About that DuPont legacy: I ask Ben duPont if his family’s looming presence will fade as Wilmington diversifies and grows. “I hope it’s known for other things,” he quickly answers. A tech entrepreneur himself, Ben founded the nonprofit coding school Zip Code Wilmington and recently bought the DuPont Country Club with the goal of making it more accessible to working families. “While I’m certainly proud of my family’s fingerprints over 200 years,” he says, “I think cities should live and grow.”

And the growth seems set to continue.

BPG delivers about 500 new apartments each year — often opening its new buildings with waitlists. Tech companies and other employers are coming to Wilmington. Mayor Purzycki goes to so many ribbon-cuttings — for businesses big and small — that he’d be smart to buy stock in the company that makes those oversize scissors.

In late summer, the chic boutique hotel that Rob and I walked through will be open, operated by Philly’s Method Co., with a Wm. Mulherin’s Sons-style Italian restaurant, Wilmington’s first rooftop bar, and an underground cocktail lounge.

An 86-acre plot of now-empty land, Riverfront East, will soon become a $100 million development — that will grow to $1 billion-plus by the time it’s done, according to Rob Buccini. It’s being modeled after Philadelphia’s Navy Yard, with offices and apartment buildings — and the plan is to provide jobs and housing opportunities for its Southbridge neighbors.

Wilmington is also considering capping I-95 — something many residents believe would reunite the city physically and ­psychically and perhaps begin healing some of those old wounds.

Wilmingtonians new and old talk about the city like they’re in on a secret no one else has discovered — though real estate and population trends tell us that’s changing. Delaware’s population is growing — by 10.2 percent over the past decade, faster than that of any other state in the Northeast. Pennsylvania only grew 2.4 percent over that period, and it lost population during the pandemic, while Delaware gained new residents. COVID only accelerated an ongoing movement of Americans to lower-density, lower-tax places like Wilmington.

Should Philly be worried about competition from its hip little cousin?

I gave Wilmington’s former City Council president, Ted Blunt, a good laugh with that question. “I don’t think Philadelphia has anything to worry about,” he told me, still chuckling.

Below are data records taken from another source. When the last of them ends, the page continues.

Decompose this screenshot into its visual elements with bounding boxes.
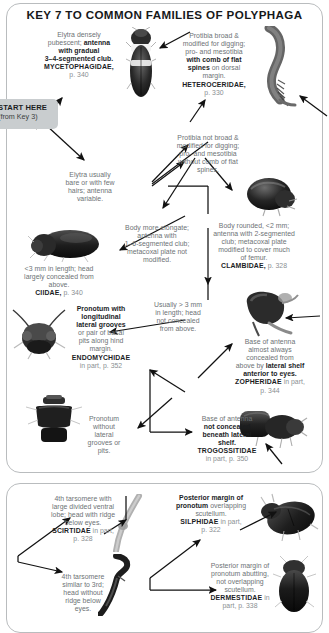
node-pronotum-without: Pronotum without lateral grooves or pits… (76, 415, 132, 455)
node-text-bold: lateral grooves (76, 321, 125, 328)
node-text: or pair of basal (78, 329, 124, 336)
node-text: lobe; head with ridge (51, 511, 115, 518)
node-text: 4th tarsomere with (54, 495, 111, 502)
node-text: of femur. (241, 254, 268, 261)
family-name: HETEROCERIDAE, (182, 81, 246, 88)
node-text: Pronotum (89, 415, 119, 422)
node-text: pits. (98, 447, 111, 454)
node-text: scutellum. (224, 586, 255, 593)
node-text-bold: shelf. (218, 439, 236, 446)
node-text: Elytra densely (57, 31, 101, 38)
family-name: SCIRTIDAE (52, 527, 91, 534)
node-text: eyes. (75, 605, 92, 612)
node-silphidae: Posterior margin of pronotum overlapping… (164, 494, 258, 534)
node-text: Protibia not broad & (177, 134, 238, 141)
node-tarsomere-similar: 4th tarsomere similar to 3rd; head witho… (48, 573, 118, 613)
page-ref: p. 340 (63, 289, 82, 296)
zopheridae-head-photo (239, 289, 301, 337)
node-text: overlapping (208, 502, 246, 509)
start-here-sublabel: (from Key 3) (0, 112, 53, 121)
node-text: not concealed (156, 317, 199, 324)
node-text: <3 mm in length; head (25, 265, 94, 272)
node-text: margin. (89, 345, 112, 352)
node-text: antenna with 2-segmented (213, 230, 295, 237)
node-endomychidae: Pronotum with longitudinal lateral groov… (54, 305, 148, 370)
node-text-bold: anterior to eyes. (243, 370, 297, 377)
pronotum-without-grooves-photo (26, 394, 82, 454)
node-text-bold: 3–4-segmented club. (45, 55, 114, 62)
node-text: antenna with (137, 232, 176, 239)
page-ref: in part, (218, 518, 241, 525)
node-zopheridae: Base of antenna almost always concealed … (226, 338, 314, 395)
page-title: KEY 7 TO COMMON FAMILIES OF POLYPHAGA (0, 8, 329, 21)
node-text: from above. (160, 325, 197, 332)
node-text: Body rounded, <2 mm; (219, 222, 289, 229)
node-text: pronotum abutting, (211, 570, 269, 577)
node-text: above by (236, 362, 266, 369)
node-text-bold: Pronotum with (77, 305, 126, 312)
node-text-bold: longitudinal (81, 313, 120, 320)
page-ref: in part, p. 352 (80, 362, 122, 369)
node-elytra-bare: Elytra usually bare or with few hairs; a… (48, 171, 132, 203)
page-ref: p. 330 (204, 89, 223, 96)
node-text-bold: not concealed (204, 423, 251, 430)
node-text: on dorsal (210, 64, 240, 71)
node-text: in length; head (155, 309, 201, 316)
node-text: not overlapping (216, 578, 263, 585)
family-name: TROGOSSITIDAE (198, 447, 257, 454)
mycetophagidae-beetle-photo (126, 27, 156, 99)
node-text: Usually > 3 mm (154, 301, 202, 308)
node-text: pits along hind (79, 337, 124, 344)
node-text: variable. (77, 195, 103, 202)
node-text: Posterior margin of (211, 562, 270, 569)
node-heteroceridae: Protibia broad & modified for digging; p… (167, 32, 261, 97)
page-ref: in (262, 594, 269, 601)
family-name: ZOPHERIDAE (235, 378, 282, 385)
start-here-label: START HERE (0, 103, 53, 112)
family-name: SILPHIDAE (180, 518, 218, 525)
family-name: DERMESTIDAE (210, 594, 262, 601)
page-ref: part, p. 338 (222, 602, 257, 609)
node-text-bold: beneath lateral (203, 431, 252, 438)
node-text: hairs; antenna (68, 187, 112, 194)
node-clambidae: Body rounded, <2 mm; antenna with 2-segm… (199, 222, 309, 271)
node-text: bare or with few (66, 179, 115, 186)
node-text-bold: with comb of flat (186, 56, 241, 63)
node-text: grooves or (88, 439, 121, 446)
family-name: CLAMBIDAE, (221, 262, 266, 269)
node-text: modified to cover much (218, 246, 290, 253)
start-here-tag[interactable]: START HERE (from Key 3) (0, 99, 58, 129)
page-ref: p. 340 (69, 71, 88, 78)
node-text: concealed from (246, 354, 293, 361)
node-text: scutellum. (195, 510, 226, 517)
node-usually-3mm: Usually > 3 mm in length; head not conce… (141, 301, 215, 333)
node-text: 4th tarsomere (62, 573, 105, 580)
node-text: pubescent; (48, 39, 84, 46)
node-text: below eyes. (65, 519, 102, 526)
page-ref: in part, p. 350 (206, 455, 248, 462)
page-ref: p. 344 (260, 387, 279, 394)
node-text: Base of antenna (202, 415, 253, 422)
node-text: ridge below (65, 597, 100, 604)
node-text: metacoxal plate not (127, 248, 187, 255)
node-text: without comb of flat (178, 158, 238, 165)
node-text: Base of antenna (245, 338, 296, 345)
node-text: modified. (143, 256, 171, 263)
node-protibia-not-broad: Protibia not broad & modified for diggin… (158, 134, 258, 174)
page-ref: in part, (282, 378, 305, 385)
node-text: pro- and mesotibia (179, 150, 236, 157)
node-text: almost always (248, 346, 292, 353)
node-text-bold: antenna (84, 39, 111, 46)
node-trogossitidae: Base of antenna not concealed beneath la… (186, 415, 268, 464)
family-name: MYCETOPHAGIDAE, (44, 63, 114, 70)
node-body-elongate: Body more elongate; antenna with 1–6-seg… (108, 224, 206, 264)
page-ref: p. 322 (201, 526, 220, 533)
node-mycetophagidae: Elytra densely pubescent; antenna with g… (30, 31, 128, 80)
node-ciidae: <3 mm in length; head largely concealed … (6, 265, 112, 297)
node-text: lateral (95, 431, 114, 438)
node-text: Body more elongate; (125, 224, 189, 231)
node-text: large divided ventral (52, 503, 114, 510)
page-ref: p. 328 (268, 262, 287, 269)
clambidae-beetle-photo (245, 175, 299, 217)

Wilmington could probably snag some of our chefs, cool citizens and cachet to become that “next Fishtown.” But at just an eighth of our size, it would be hard for our neighbor to become an actual threat to Philly.

Rob Buccini suggests thinking about it more broadly. Wilmington’s growth is good for Philadelphia, he says: “I think a rising tide lifts all boats.” Besides, in his view, it’s more like our region against other regions — Philadelphia and Wilmington together competing with Dallas-Fort Worth or Raleigh-Durham.

Us — Philly and Wilmington — vs. everyone else? Now, that’s something Philadelphians can get behind. 


Delawhat?

Five facts you probably don’t know (unless you’re from Delaware)

1. Count your clucky stars: Locals like to say Delaware is known for four C’s: chemicals, corporations, credit cards and chickens. Yes, chickens. Two hundred million of ’em. The state supplies poultry to much of the Northeast and Mid-Atlantic.
2. Delaware was once a part of Pennsylvania! When William Penn first came to America, in 1682, he landed in Delaware and assumed it was part of his land grant. Just after the country declared its independence from the British in 1776, Delaware followed suit and separated from Pennsylvania. It became the first state in 1787. Pennsylvania still acts like it doesn’t care.
3. At just 1,982 square miles, Delaware is very nearly the smallest state, bailed out only by Rhode Island.
4. Although fewer than a million people live in Delaware (989,948 per the 2020 census—it’s getting there!), it has more patents per capita than any other state and is where the majority of Fortune 500 companies and new IPOs are incorporated.
5. Sure, we know President Biden is a Wilmingtonian, but a slightly cooler figure also once called it home: Reggae icon Bob Marley lived there on and off between 1965 and 1977.

Published as “The It City Next Door” in the May 2022 issue of Philadelphia magazine.